This week, health data platform Arcadia made an acquisition that CEO Michael Meucci thinks will give the Boston-based company the data it needs to offer a more comprehensive suite of value-based care technology for its customers.

It bought Arlington, Virginia-based CareJourney, a health analytics firm designed to facilitate participation in value-based care contracts.

The acquisition comes six months after Arcadia sold its value-based care service division to Guidehealth. Through the two deals, Arcadia is sharpening its focus on providing the right data and technology to enable value-based care, instead of operating in both the technology and services sides of value-based care enablement, Meucci declared.

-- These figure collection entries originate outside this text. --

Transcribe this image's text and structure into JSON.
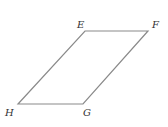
{
  "diagram": {
    "type": "parallelogram",
    "stroke_color": "#8a8a8a",
    "label_color": "#333333",
    "vertices": {
      "E": {
        "label": "E",
        "x": 85,
        "y": 31
      },
      "F": {
        "label": "F",
        "x": 148,
        "y": 31
      },
      "G": {
        "label": "G",
        "x": 83,
        "y": 104
      },
      "H": {
        "label": "H",
        "x": 18,
        "y": 104
      }
    }
  }
}
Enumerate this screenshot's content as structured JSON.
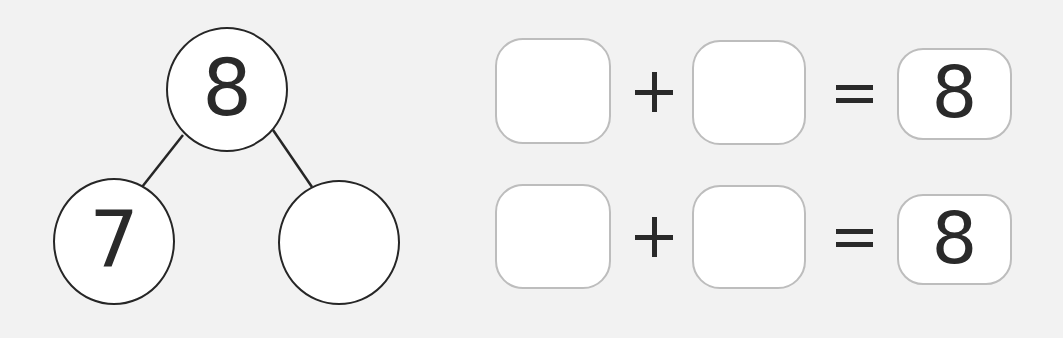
{
  "number_bond": {
    "whole": "8",
    "part_left": "7",
    "part_right": ""
  },
  "equations": [
    {
      "addend_1": "",
      "operator": "+",
      "addend_2": "",
      "equals": "=",
      "sum": "8"
    },
    {
      "addend_1": "",
      "operator": "+",
      "addend_2": "",
      "equals": "=",
      "sum": "8"
    }
  ],
  "colors": {
    "background": "#f2f2f2",
    "circle_stroke": "#262626",
    "box_stroke": "#bdbdbd",
    "text": "#2a2a2a"
  }
}
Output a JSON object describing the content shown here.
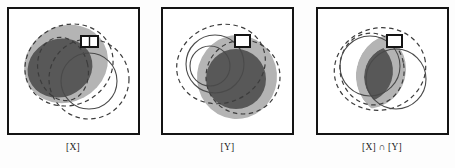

The new merger combines Arcadia’s data platform, analytics and workflow tools with CareJourney’s trove of data on cost, quality and benchmarks. CareJourney’s dataset is derived from claims data across Medicare, Medicaid, Medicare Advantage and commercial plans, representing more than 300 million beneficiaries and over 2 million providers nationwide. 

“To oversimplify, [Arcadia] has a great data platform and a lot of good data engineers. When customers buy Arcadia, they’re buying us to take their data and put it into our platform. CareJourney has a bunch of really good data scientists — they don’t do much with customer-specific data, but they have access to CMS’ innovation data space, where they create really interesting insights, about things like individual geographies and markets or individual provider performance,” Meucci explained.

By blending these two companies, Arcadia will be able to offer a better suite of products around “the unified vision of using data to transform the way we deliver care,” he added.

He also said that the merger will help Arcadia differentiate itself from competitors like Datavant, Innovaccer and Health Catalyst.

“Analytics is typically where [Arcadia] is the strongest. Our analytics models are some of the best in the market, and CareJourney further enhances that. So we’re looking to build them more and more to strengthen that differentiation for customers,” Meucci remarked.

As a result of the acquisition, Arcadia now owns all of CareJourney’s products and customers, and the products have been renamed “CareJourney by Arcadia,” he explained. In the future, he said it is likely the two entities will combine their products, integrating together under one brand.

Currently, the two entities share about a dozen overlapping customers, including Providence and Rush University System for Health, Meucci added.

The deal also resulted in some leadership changes, with the most notable being that Aneesh Chopra — president and co-founder of CareJourney, who also served federal government’s first-ever chief technology officer — is now Arcadia’s chief strategy officer.